I'm trying to make a layout consisting of (for now) 4 different content areas like so:
What I'm trying to do
I'm trying to do the following things:
Simple explanation: Content should be the only scrollable thing on the page, with the footer following right behind it if content fits on the page, fixed on the bottom otherwise.
Detailed explanation:
Fix banner and mainMenu so that they never move when page is scrolled.
Make the content scroll with a page so that:
If the content (and footer) fit on a page, no scroll is displayed.
If the scroll is needed, content goes behind the banner (not being shown) and does not appear again above it.
If the scroll is needed, content can scroll until the bottom line of it and the footer are in the visible area.
The footer should do two things:
If content and footer fit on the page, footer should stick at the bottom of the content
Otherwise, footer should be fixed on the bottom.
What I have tried
Fixing banner,mainMenu and the footer are fixed using position: fixed (and positioned accordingly). Parent div has overflow: hidden (which doesn't seem to work).
<div id='main'>
<div id='banner'>banner</div>
<div id='mainMenu'>mainMenu</div>
<div id='content'>.. some long content ..</div>
<div id='footer'>footer</div>
</div>
And
#main {
width: 960px;
height: auto;
margin: 40px auto;
overflow: hidden;
}
#main #banner {
width: 960px;
height: 100px;
position: fixed;
}
#main #mainMenu {
width: 230px;
height: auto;
display: inline;
float: left;
position: fixed;
top: 140px;
}
#main #content {
width: 720px;
height: auto;
display: inline;
float: right;
margin-top: 100px;
}
#main #footer {
width: 960px;
height: auto;
clear: both;
position: fixed;
bottom: 0;
}
The Problem
Footer does not follow content if it fits within the area
Content overflows on the top of banner
I would really prefer to do this just in CSS (if possible) and as compatible as possible (IE7+, all other major browsers).
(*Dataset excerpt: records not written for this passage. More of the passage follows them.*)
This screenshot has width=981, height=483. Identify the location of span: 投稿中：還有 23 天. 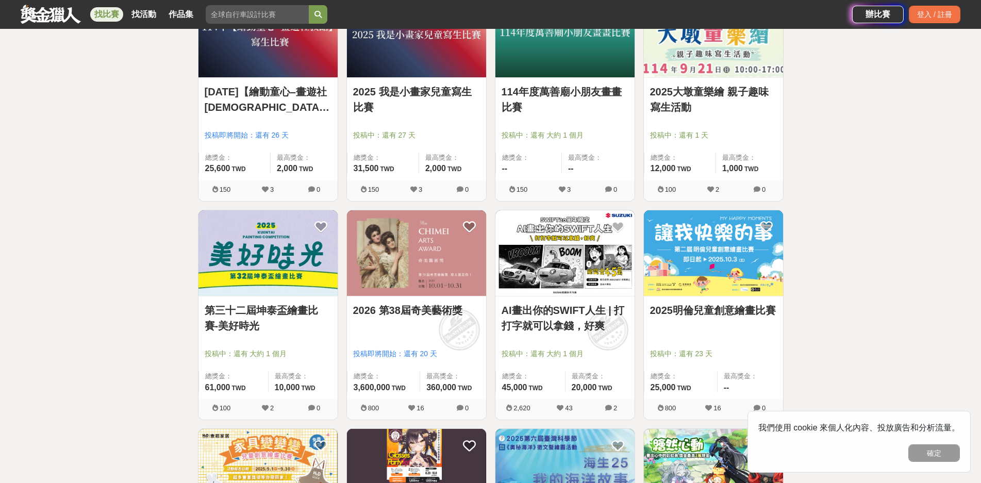
(714, 354).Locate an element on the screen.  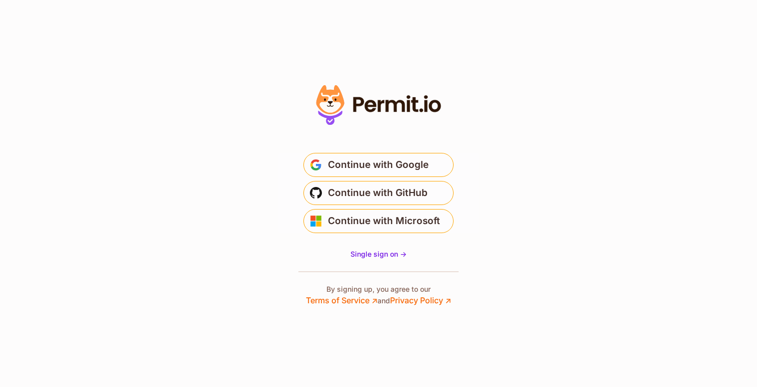
span: Continue with Google is located at coordinates (378, 165).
It's really getting frustrating now.. Any help would be appreciated.
There is no conceivable way I can think of that would solve your problem by just using css. Once you have set your elements to a fixed position they are out of the flow and thus your other elements cannot conform around them.
However I did find a solution by doing two different things. For the header issue I simply added another fixed element above the main banner and set it to the color of the background. This way the content will scroll behind it and look as if it is hidden. For the footer, I set up some javascript using jQuery to see if the content overflows or not. If it does then the footer's position is set to fixed, otherwise the position is set to relative.
You can check it all out here in this demo: http://jsfiddle.net/mrQGh/4/
To test out the javascript simply delete the text until there is no more overflow and run it again.